To misquote De Gaulle, the future of Europe is too serious a business to be left to Europhiles. The EU is a project based on idealism. Idealism, sadly, does not often beget a workable system of transnational cooperation.

This is the mistake that has always been made in the past. The future of the EU should not be plotted out by its most enthusiastic supporters, but by the more reluctant ones. That’s the only way we’re ever going to end up with something realistic on which a majority can agree. The next year could, if we’re lucky, point the EU’s much-needed reforms in the right direction – but only if the loudmouth likes of the British and French governments can be made, for once, to shut the hell up and allow the smaller nations and – most importantly – the people of Europe to finally have their say.

5 comments
  1. Well said.
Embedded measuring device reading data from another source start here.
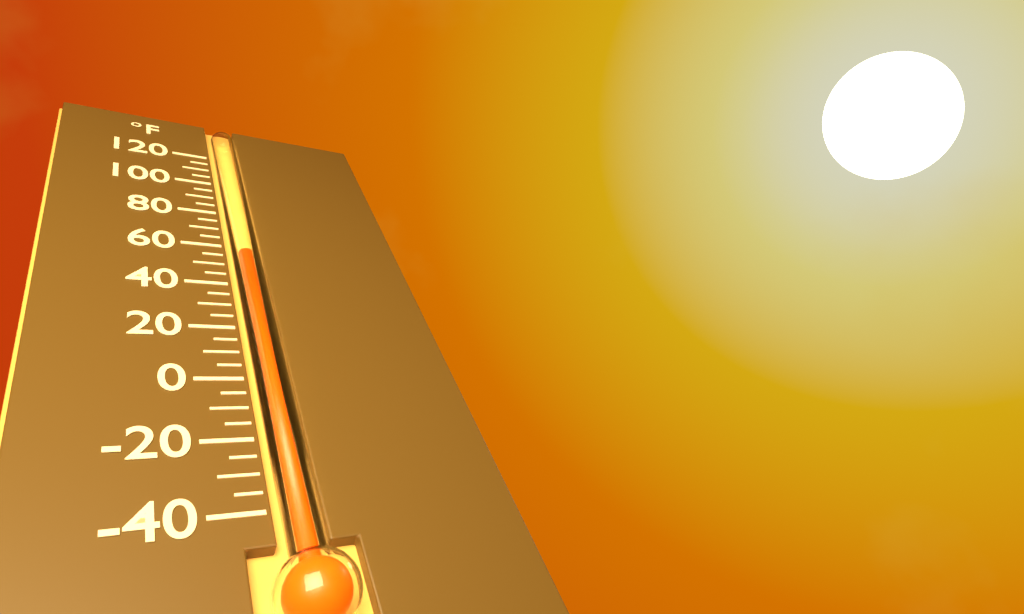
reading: 55 °F
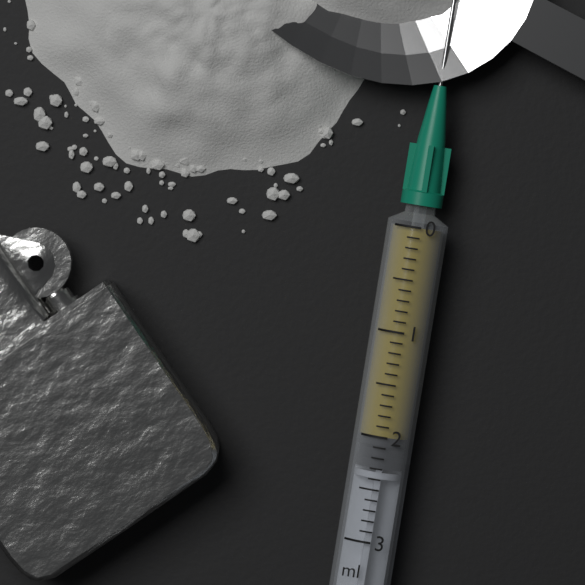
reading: 2.0 ml
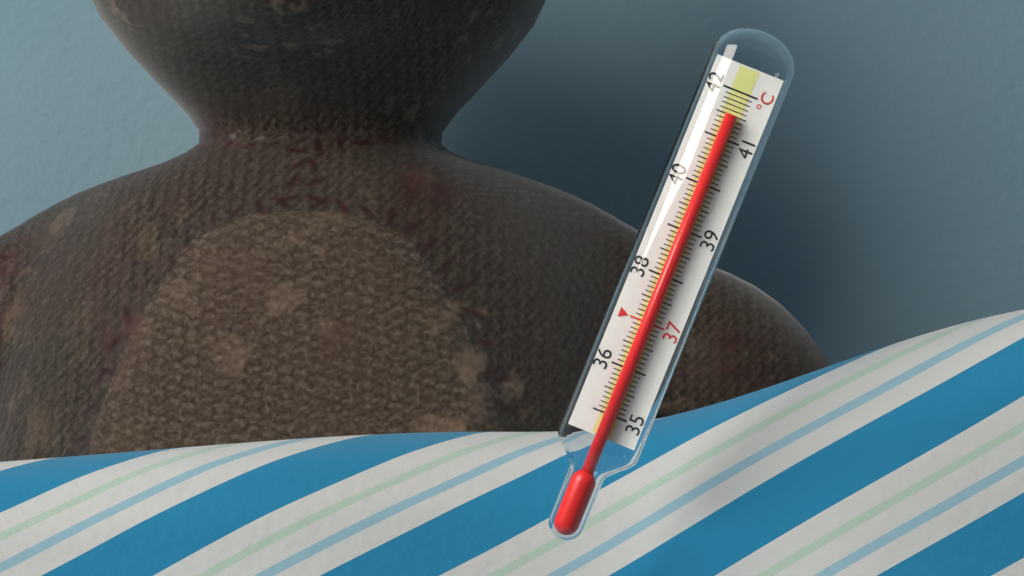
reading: 41.5 °C
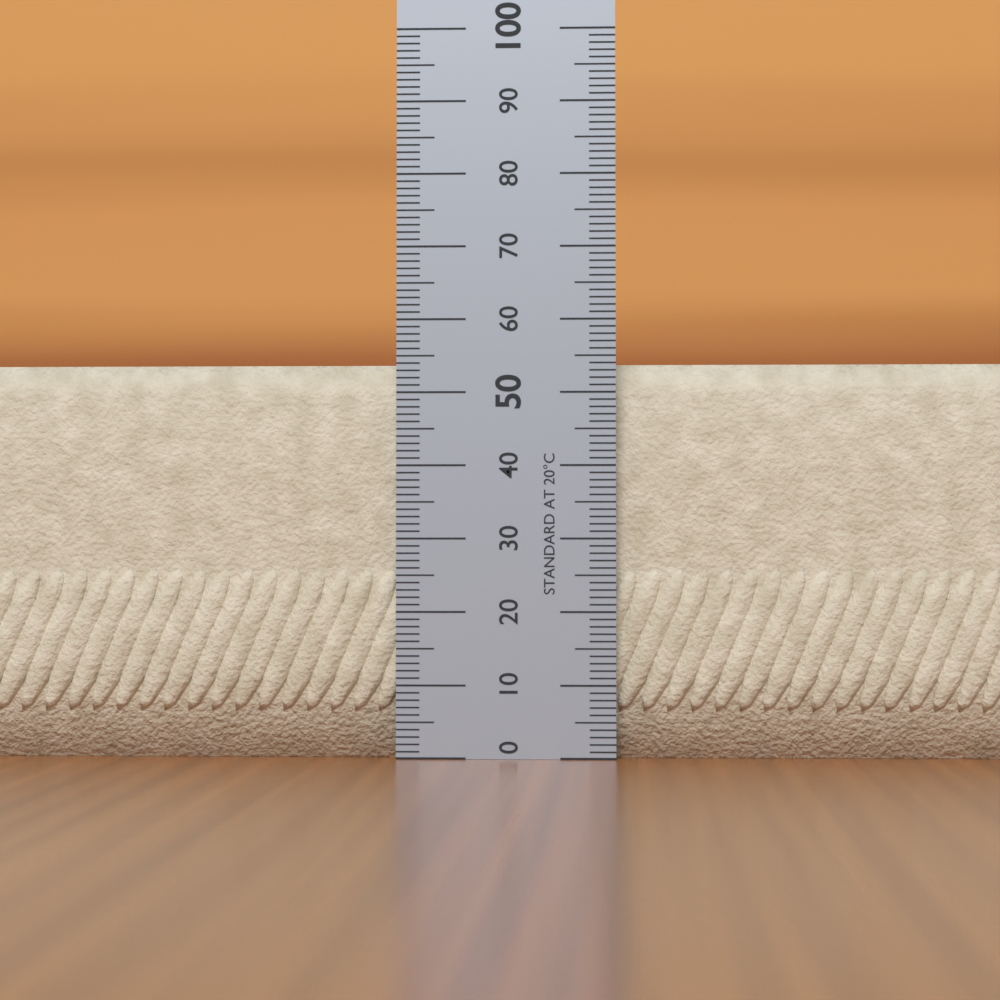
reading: 54 (no unit)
That the EU would be in a much healthier state if it listened to the concerns of its people is a truth so obvious that the only place it goes unrecognised is in Brussels itself.
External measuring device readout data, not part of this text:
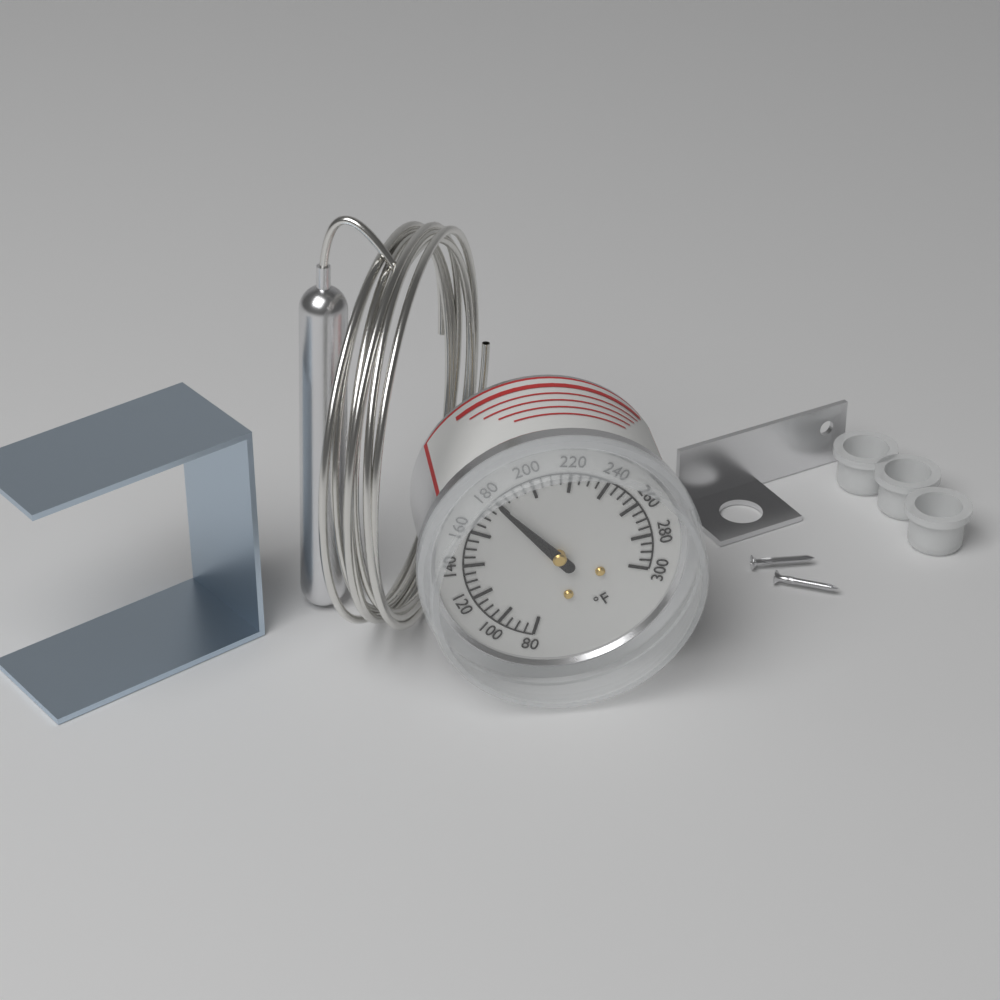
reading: 180 °F
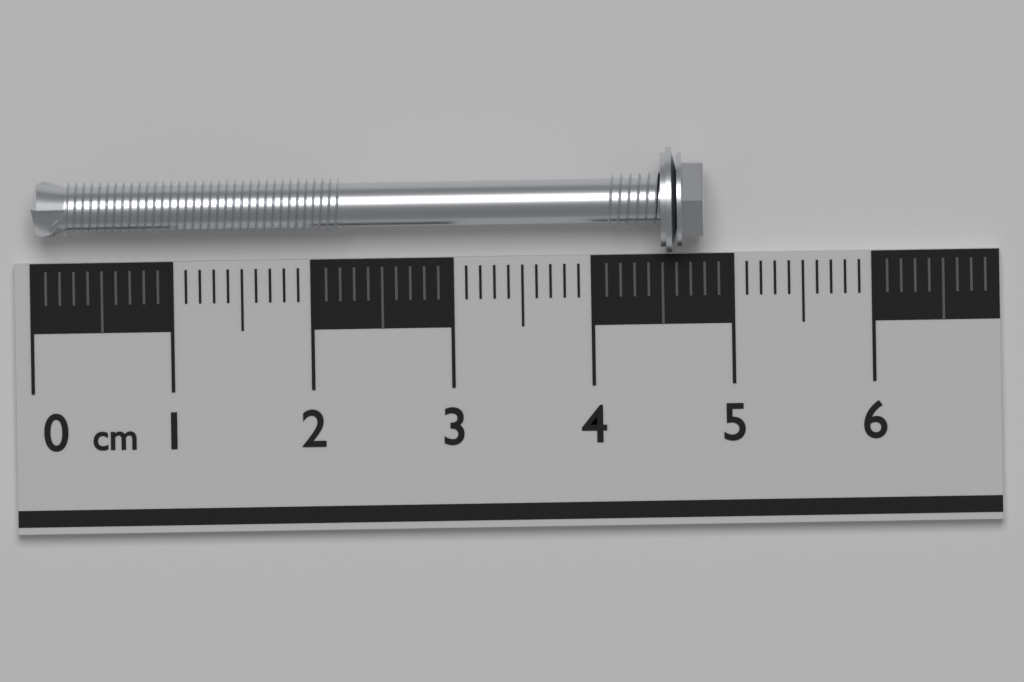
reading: 4.8 cm
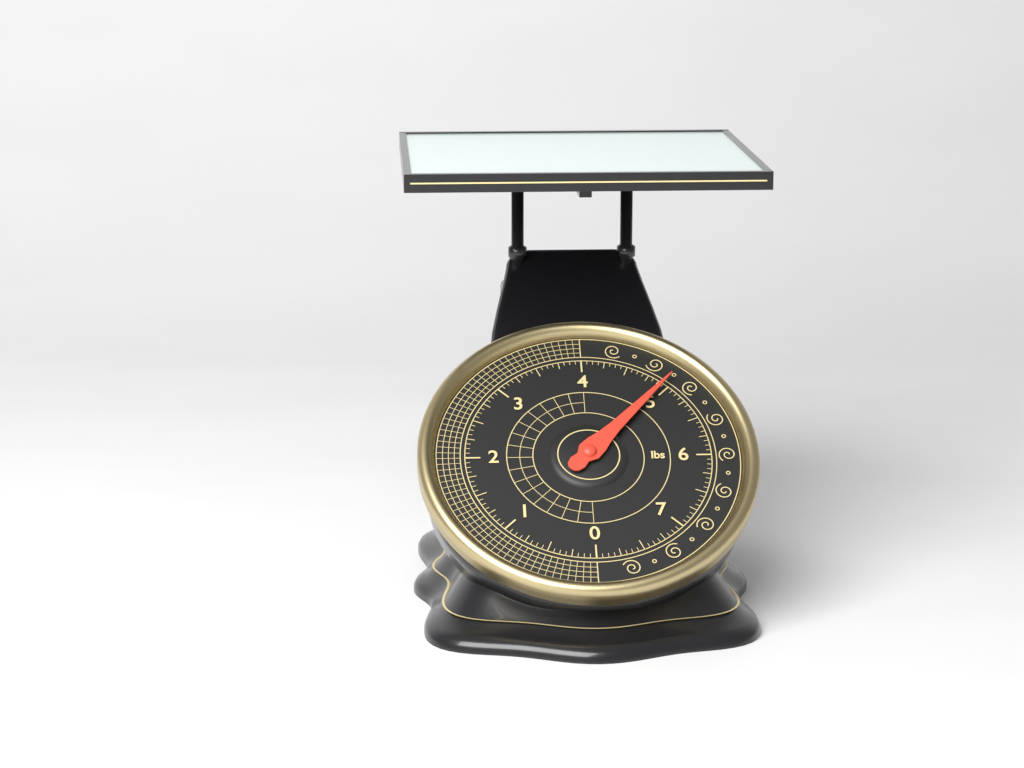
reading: 4.9375 lbs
    However, if you really think (even given the sceptical leanings of the Austrian people or Frau Merkel) that this year is going to see any real change in the knee-jerk, forward-at-all-costs mentality that monopolises the EU’s agenda, then I fear you may be disappointed…

  2. Hmmm… Just noticed – I implied it’s Germany in the latter half of the year – actually it’s Finland, with Germany taking over at the start of 2007. Austria, however, has explicitly stated that there should be no expectation of a resolution to the hoped-for debate until the German presidency, and it looks like Finland is OK with this.

  3. Ken said:

    “We need less regulation from Brussels and more powers to the Europe of the regions.” Many Eurosceptics would agree with him.”

    Europe of the regions, I think is not something a Eusceptic would agree with, what seems to be missing is a Europe of Sovereign Nation states, that of course in not on the agenda.

  4. Well said. The problem seems to be, though, that it’s very difficult for there to be a public debate on an issue because there is no European public sphere to speak of. With very few exceptions, such as the FT, most of the media is regional – the only conversation actually happening about the future of the EU at Europe-wide level is within the EU itself. And it was European governments talking amongst themselves and then blaming their allies and rivals for anything about which the public disapproved that got us into this mess in the first place.

    I really can’t see how that can be changed without the development of a Europe-wide media, though I’d love to be convinced.

    That said, there was a moment last summer when it looked like the division between economic liberals and supporters of the European social model was about to turn into the first European public debate. It’s the closest we’ve come.